I navigated through all the years since then with varying results. Lots of things I wish I'd done differently. Lots of things I'm glad I did differently: I've never fit anyone's idea of what a person ought to be or do. People ask where I'm from and I don't have any answer they're looking for. They're really not asking what location you lived in, they're trying to figure out what tribe you belong to.

Routinely I would recieve a handmade greeting card in the mail from Kathryn Smith who I recall was my aunt. I'd save the envelope and address with the idea that this year I would actually do the right thing and respond, but with nothing in particular to say, and having never responded to the last 20 cards, it seemed like an insurmountable obstacle.

I live in Boston now. It's fine, but I liked Rhode Island better. The people are a little less rude and arrogant there. Actually more than a little.

Over the years, every now and then, I've had dreams about my grandfather's farm from my childhood. Except the farmhouses are empty and it's like a 2-house ghost town. I'd start walking up the hill to finally see what's up there, but never make it. One time, I dreamed that I got to the top and it was a whole city, with no explanation how it got there.

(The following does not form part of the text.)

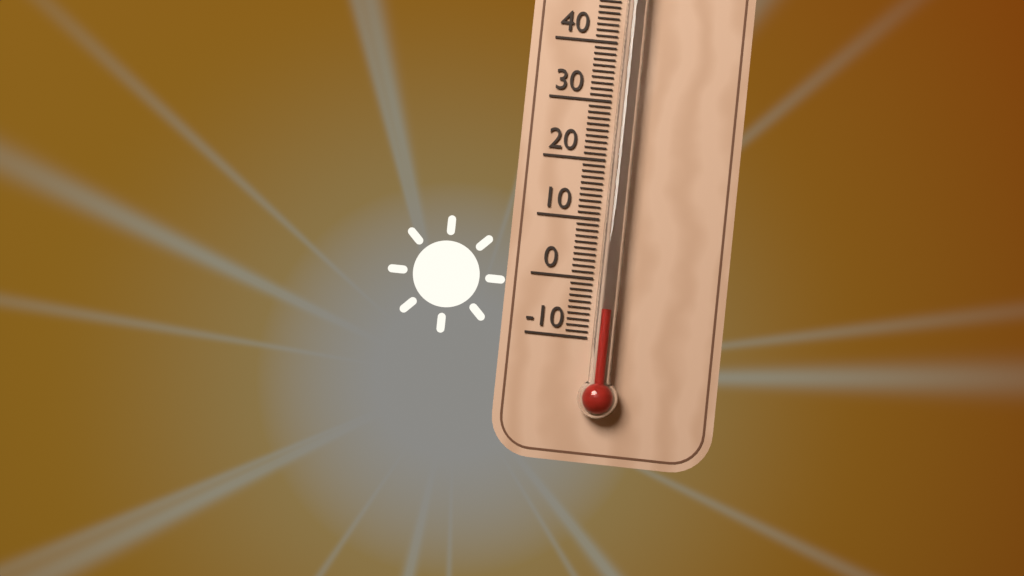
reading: -5 °C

So anyway, the airplane finally landed in Salt Lake City and I met up with Elaine and Dominique. We flew the next flight to Missoula where we got supplies at Costco and some other store and then headed up to Seely Lake.

2 comments:

Wuppett said...

wow, reading this brought back alot of memories. Wendell's kids were Joe, Mike and Tracey, not sure of the ages I just know they were the big cousins.
The musty smell in the cellar, the world may never know, I went down there once or twice with my mom or grandmother, but it was one of the scariest places I have ever been.
I do remember going to the Indians to pick apples, but never saw them, but always wondered about them.
I have one pair of Grandpa Joe's overalls, always blue and white pin striped. I dont remember Wendell at the farm just Susie, Amy, Joe and Mike, (they rode us down the big hill on the backs of thier bikes.)
I never got to go up the hill/mountain either, just always imagined what was up there.

Love your posts, read it to my mom and made her happy that you got her cards, if it helps I never write back either.

Bruce said...

I'm glad you and your mother liked it. I considered writing more of them about the people and stories from the reunion and from memory.